George Washington insisted that his portrait be painted with one. Daniel Boone created a legend with one. Abraham Lincoln shot them on the White House lawn. And Teddy Roosevelt had his specially customized. In this first-of-its-kind book, historian Alexander Rose delivers a colorful, engrossing biography of an American icon: the rifle. Drawing on the words of foot soldiers, inventors, and presidents, based on extensive new research, and spanning from the Revolution to the present day, American Rifle is a balanced, wonderfully entertaining history of the rifle and its place in American culture.
Because we believe this work is culturally important, we have made it available as part of our commitment for protecting, preserving, and promoting the world's literature in affordable, high quality, modern editions, that are true to their ...
American Rifle: A Treatise, a Text Book, and a Book of Practical Instruction in the Use of the Rifle
This work has been selected by scholars as being culturally important, and is part of the knowledge base of civilization as we know it.
This work has been selected by scholars as being culturally important, and is part of the knowledge base of civilization as we know it.
This is a new release of the original 1944 edition.
About the Publisher Forgotten Books publishes hundreds of thousands of rare and classic books. Find more at www.forgottenbooks.com This book is a reproduction of an important historical work.
Identifies and prices in two condition grades, more than 4,000 antique American firearms manufactured from the colonial era to 1900.

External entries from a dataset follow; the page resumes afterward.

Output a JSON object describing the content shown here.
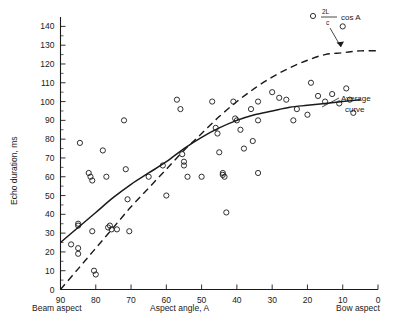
{
  "chart_data": {
    "type": "scatter",
    "title": "",
    "xlabel": "Aspect angle, A",
    "ylabel": "Echo duration, ms",
    "xlim": [
      90,
      0
    ],
    "ylim": [
      0,
      145
    ],
    "x_reversed": true,
    "grid": false,
    "legend_position": "none",
    "xticks": [
      90,
      80,
      70,
      60,
      50,
      40,
      30,
      20,
      10,
      0
    ],
    "xticklabels": [
      "90",
      "80",
      "70",
      "60",
      "50",
      "40",
      "30",
      "20",
      "10",
      "0"
    ],
    "yticks": [
      0,
      10,
      20,
      30,
      40,
      50,
      60,
      70,
      80,
      90,
      100,
      110,
      120,
      130,
      140
    ],
    "yticklabels": [
      "0",
      "10",
      "20",
      "30",
      "40",
      "50",
      "60",
      "70",
      "80",
      "90",
      "100",
      "110",
      "120",
      "130",
      "140"
    ],
    "x_end_labels": {
      "left": "Beam aspect",
      "right": "Bow aspect"
    },
    "points": [
      [
        87,
        24
      ],
      [
        85,
        35
      ],
      [
        85,
        34
      ],
      [
        85,
        22
      ],
      [
        85,
        19
      ],
      [
        84.5,
        78
      ],
      [
        82,
        62
      ],
      [
        81.5,
        60
      ],
      [
        81,
        58
      ],
      [
        81,
        31
      ],
      [
        80.5,
        10
      ],
      [
        80,
        8
      ],
      [
        78,
        74
      ],
      [
        77,
        60
      ],
      [
        76.5,
        33
      ],
      [
        76,
        34
      ],
      [
        75.5,
        32
      ],
      [
        74,
        32
      ],
      [
        72,
        90
      ],
      [
        71.5,
        64
      ],
      [
        71,
        48
      ],
      [
        70.5,
        31
      ],
      [
        65,
        60
      ],
      [
        61,
        66
      ],
      [
        60,
        50
      ],
      [
        57,
        101
      ],
      [
        56,
        96
      ],
      [
        55.5,
        72
      ],
      [
        55,
        68
      ],
      [
        55,
        66
      ],
      [
        54,
        60
      ],
      [
        50,
        60
      ],
      [
        47,
        100
      ],
      [
        46,
        86
      ],
      [
        45.5,
        83
      ],
      [
        45,
        73
      ],
      [
        44,
        62
      ],
      [
        44,
        61
      ],
      [
        43.5,
        60
      ],
      [
        43,
        41
      ],
      [
        41,
        100
      ],
      [
        40.5,
        91
      ],
      [
        40,
        90
      ],
      [
        39,
        85
      ],
      [
        38,
        75
      ],
      [
        36,
        96
      ],
      [
        35.5,
        79
      ],
      [
        34,
        100
      ],
      [
        34,
        90
      ],
      [
        34,
        62
      ],
      [
        30,
        105
      ],
      [
        28,
        102
      ],
      [
        26,
        101
      ],
      [
        24,
        90
      ],
      [
        23,
        96
      ],
      [
        20,
        93
      ],
      [
        19,
        110
      ],
      [
        17,
        103
      ],
      [
        15,
        100
      ],
      [
        13,
        104
      ],
      [
        11,
        99
      ],
      [
        10,
        140
      ],
      [
        9,
        107
      ],
      [
        8,
        101
      ],
      [
        7,
        94
      ]
    ],
    "series": [
      {
        "name": "Average curve",
        "style": "solid",
        "annotation": "Average curve",
        "points": [
          [
            90,
            25
          ],
          [
            85,
            33
          ],
          [
            80,
            41
          ],
          [
            75,
            49
          ],
          [
            70,
            56
          ],
          [
            65,
            62
          ],
          [
            60,
            68
          ],
          [
            55,
            75
          ],
          [
            50,
            81
          ],
          [
            45,
            86
          ],
          [
            40,
            90
          ],
          [
            35,
            93
          ],
          [
            30,
            95
          ],
          [
            25,
            97
          ],
          [
            20,
            98
          ],
          [
            15,
            99
          ],
          [
            10,
            100
          ],
          [
            5,
            101
          ]
        ]
      },
      {
        "name": "2L/c cos A",
        "style": "dashed",
        "annotation_numerator": "2L",
        "annotation_denominator": "c",
        "annotation_suffix": "cos A",
        "points": [
          [
            90,
            0
          ],
          [
            85,
            11
          ],
          [
            80,
            22
          ],
          [
            75,
            33
          ],
          [
            70,
            44
          ],
          [
            65,
            54
          ],
          [
            60,
            64
          ],
          [
            55,
            74
          ],
          [
            50,
            83
          ],
          [
            45,
            92
          ],
          [
            40,
            100
          ],
          [
            35,
            107
          ],
          [
            30,
            113
          ],
          [
            25,
            118
          ],
          [
            20,
            122
          ],
          [
            15,
            125
          ],
          [
            10,
            126
          ],
          [
            5,
            127
          ],
          [
            0,
            127
          ]
        ]
      }
    ]
  }
}
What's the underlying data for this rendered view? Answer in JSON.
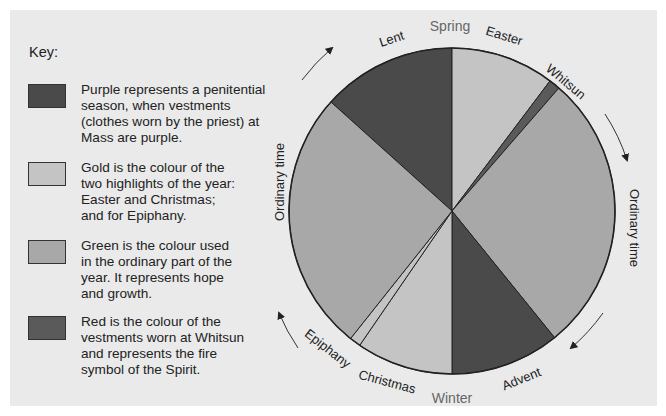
{
  "key": {
    "title": "Key:",
    "items": [
      {
        "name": "purple",
        "color": "#4a4a4a",
        "text": [
          "Purple represents a penitential",
          "season, when vestments",
          "(clothes worn by the priest) at",
          "Mass are purple."
        ]
      },
      {
        "name": "gold",
        "color": "#c4c4c4",
        "text": [
          "Gold is the colour of the",
          "two highlights of the year:",
          "Easter and Christmas;",
          "and for Epiphany."
        ]
      },
      {
        "name": "green",
        "color": "#a8a8a8",
        "text": [
          "Green is the colour used",
          "in the ordinary part of the",
          "year. It represents hope",
          "and growth."
        ]
      },
      {
        "name": "red",
        "color": "#5a5a5a",
        "text": [
          "Red is the colour of the",
          "vestments worn at Whitsun",
          "and represents the fire",
          "symbol of the Spirit."
        ]
      }
    ]
  },
  "wheel": {
    "seasons": {
      "top": "Spring",
      "bottom": "Winter"
    },
    "segments": [
      {
        "label": "Lent",
        "colour": "purple",
        "start_deg": -48,
        "end_deg": 0
      },
      {
        "label": "Easter",
        "colour": "gold",
        "start_deg": 0,
        "end_deg": 37
      },
      {
        "label": "Whitsun",
        "colour": "red",
        "start_deg": 37,
        "end_deg": 41
      },
      {
        "label": "Ordinary time",
        "colour": "green",
        "start_deg": 41,
        "end_deg": 141
      },
      {
        "label": "Advent",
        "colour": "purple",
        "start_deg": 141,
        "end_deg": 180
      },
      {
        "label": "Christmas",
        "colour": "gold",
        "start_deg": 180,
        "end_deg": 214.5
      },
      {
        "label": "Epiphany",
        "colour": "gold",
        "start_deg": 214.5,
        "end_deg": 218.5
      },
      {
        "label": "Ordinary time",
        "colour": "green",
        "start_deg": 218.5,
        "end_deg": 312
      }
    ],
    "colours": {
      "purple": "#4a4a4a",
      "gold": "#c4c4c4",
      "green": "#a8a8a8",
      "red": "#5a5a5a"
    },
    "direction": "clockwise"
  }
}
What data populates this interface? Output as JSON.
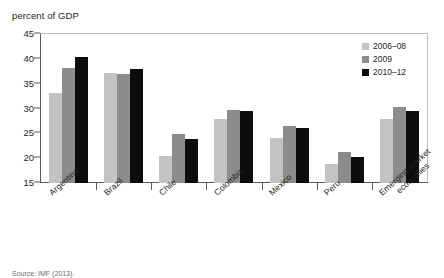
{
  "chart_data": {
    "type": "bar",
    "title": "",
    "ylabel": "percent of GDP",
    "xlabel": "",
    "ylim": [
      15,
      45
    ],
    "yticks": [
      45,
      40,
      35,
      30,
      25,
      20,
      15
    ],
    "grid": false,
    "legend_position": "top-right",
    "categories": [
      "Argentina",
      "Brazil",
      "Chile",
      "Colombia",
      "Mexico",
      "Peru",
      "Emerging-market economies"
    ],
    "series": [
      {
        "name": "2006–08",
        "color": "#c3c3c3",
        "values": [
          33.1,
          37.1,
          20.5,
          27.8,
          24.0,
          18.8,
          27.9
        ]
      },
      {
        "name": "2009",
        "color": "#8c8c8c",
        "values": [
          38.1,
          37.0,
          24.8,
          29.7,
          26.5,
          21.3,
          30.4
        ]
      },
      {
        "name": "2010–12",
        "color": "#0d0d0d",
        "values": [
          40.3,
          37.9,
          23.8,
          29.4,
          26.0,
          20.3,
          29.6
        ]
      }
    ]
  },
  "axis": {
    "y_title": "percent of GDP"
  },
  "category_labels": [
    {
      "line1": "Argentina",
      "line2": ""
    },
    {
      "line1": "Brazil",
      "line2": ""
    },
    {
      "line1": "Chile",
      "line2": ""
    },
    {
      "line1": "Colombia",
      "line2": ""
    },
    {
      "line1": "Mexico",
      "line2": ""
    },
    {
      "line1": "Peru",
      "line2": ""
    },
    {
      "line1": "Emerging-market",
      "line2": "economies"
    }
  ],
  "footer": {
    "source": "Source: IMF (2013)."
  }
}
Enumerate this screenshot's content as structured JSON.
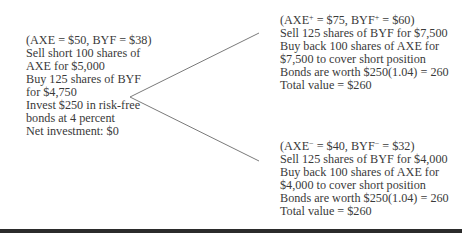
{
  "initial": {
    "prices": "(AXE = $50, BYF = $38)",
    "lines": [
      "Sell short 100 shares of",
      "AXE for $5,000",
      "Buy 125 shares of BYF",
      "for $4,750",
      "Invest $250 in risk-free",
      "bonds at 4 percent",
      "Net investment: $0"
    ]
  },
  "up_state": {
    "prices_prefix": "(AXE",
    "axe_sup": "+",
    "prices_mid": " = $75, BYF",
    "byf_sup": "+",
    "prices_suffix": " = $60)",
    "lines": [
      "Sell 125 shares of BYF for $7,500",
      "Buy back 100 shares of AXE for",
      "$7,500 to cover short position",
      "Bonds are worth $250(1.04) = 260",
      "Total value = $260"
    ]
  },
  "down_state": {
    "prices_prefix": "(AXE",
    "axe_sup": "−",
    "prices_mid": "  = $40, BYF",
    "byf_sup": "−",
    "prices_suffix": "  = $32)",
    "lines": [
      "Sell 125 shares of BYF for $4,000",
      "Buy back 100 shares of AXE for",
      "$4,000 to cover short position",
      "Bonds are worth $250(1.04) = 260",
      "Total value = $260"
    ]
  },
  "colors": {
    "text": "#3a3a3a",
    "branch_line": "#7a7a7a",
    "rule": "#2b2b2b"
  }
}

"American Firearms Makers is without question the most complete reference work of its kind in print. It is a cyclopedia of firearms makers of both long and short arms, custom...
This is also the story of how firearms innovation, creativity, and industrial genius has constantly pushed American history—and power—forward.
It is because of this exceptional relationship that American civilians are more heavily armed than the citizens of any other nation. Or so we're told. In The Gunning of America, historian Pamela Haag overturns this conventional wisdom.